"A hypothesis then comes to mind. Does the historian, insofar as he does history by bringing it to the level of scholarly discourse, not mime in a creative way the interpretive gesture by which those who make history attempt to understand themselves and their world? This hypothesis is particularly plausible for a pragmatic conception of historiography that tries not to separate representations from the practices by which social agents set up the social bond and include multiple identities within it. If so, there would indeed be a mimetic relation between the operation of representing as the moment of doing history, and the represented object as the moment of making history.
Furthermore, historians, little habituated to situating their historical discourse in terms of the critical prolonging of personal and collective memory, are not led to bringing together these two uses of the term 'representation' in relation to what I have called a more primitive one, unless it is in the order of thematic reflection, at least as regards the constitution of the relation to time, that is, in terms of the act of remembering. This too has its ambition, its claim, that of representing the past faithfully. The phenomenology of memory, from the time of Plato and Aristotle, has proposed one key for the interpretation of the mnemonic phenomenon, namely, the power of memory to make present an absent thing that happened previously. Presence, absence, anteriority, and representation thus form the first conceptual chain of discourse about memory. The ambition of the faithfulness of memory would thus precede that of truth by history, whose theory remains to be worked out.
Can this hermeneutic key open the secret of the represented object, before penetrating that of the operation of representing?
Some historians have thought about this, without leaving behind the framework of the history of representations. Fro them, what is important is actualizing the reflective resources of social agents in their attempts to understand themselves and their world. This is the approach recommended and practiced by Clifford Geertz in The Interpretation of Cultures, where as a sociologist he confines himself to conceptualizing the outlines of self-understanding immanent to a culture. The historian can also undertake to do this. But can he do so without providing the analytic instrument that this spontaneous self-understanding lacks? The answer can only be negative. Yet the work thus applied to the idea of representation does not surpass the privilege of conceptualization that the historian exercises from one end to the other of the historiographical operation, hence from reading the archives to writing the book, in passing through explanation/understanding and its literary organization. Therefore there is nothing shocking in introducing into the discourse on the represented object fragments of analysis and of definition borrowed from another discursive domain than history" (Ricoeur 2006:228-229).
Ricoeur, Paul
2006[2004] Memory, History, Forgetting. Kathleen Blamey & David Pellauer, trans. Chicago, IL: The University of Chicago Press.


:: Problem to work on ::
In your copy, include no images and return each entry exactly as written.

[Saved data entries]

━━━━━━━━

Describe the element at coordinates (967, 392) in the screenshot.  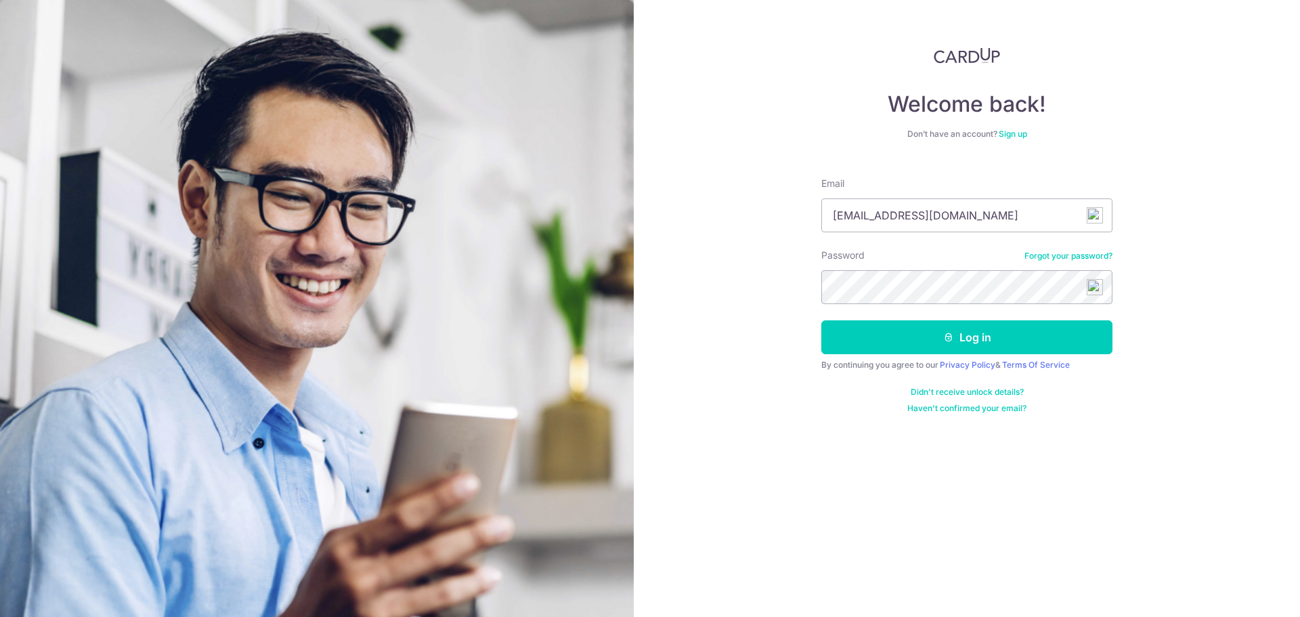
I see `a: Didn't receive unlock details?` at that location.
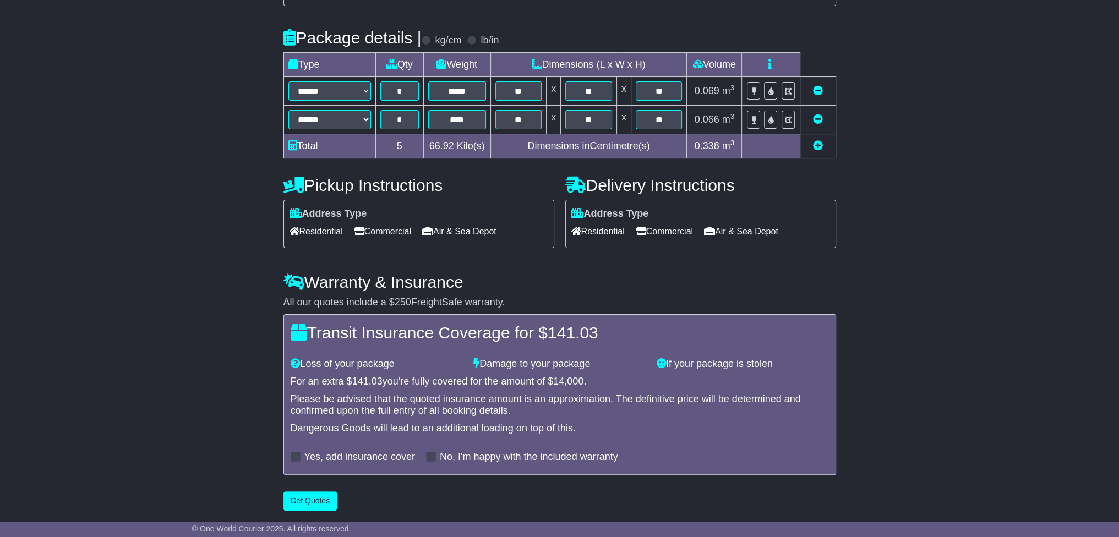 Image resolution: width=1119 pixels, height=537 pixels. What do you see at coordinates (490, 41) in the screenshot?
I see `label: lb/in` at bounding box center [490, 41].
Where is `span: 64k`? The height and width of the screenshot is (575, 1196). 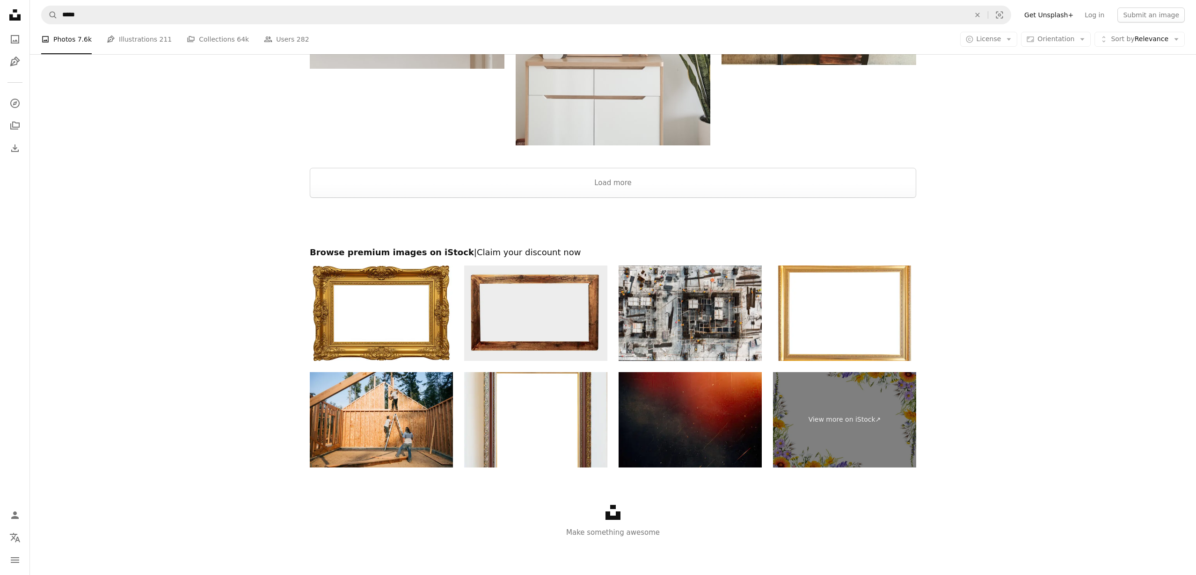
span: 64k is located at coordinates (243, 39).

━━━━━━━━

:: Answer section ::
Describe the element at coordinates (967, 392) in the screenshot.  
I see `a: Didn't receive unlock details?` at that location.
 Image resolution: width=1119 pixels, height=537 pixels. What do you see at coordinates (490, 41) in the screenshot?
I see `label: lb/in` at bounding box center [490, 41].
Where is `span: 64k`? The height and width of the screenshot is (575, 1196). 
span: 64k is located at coordinates (243, 39).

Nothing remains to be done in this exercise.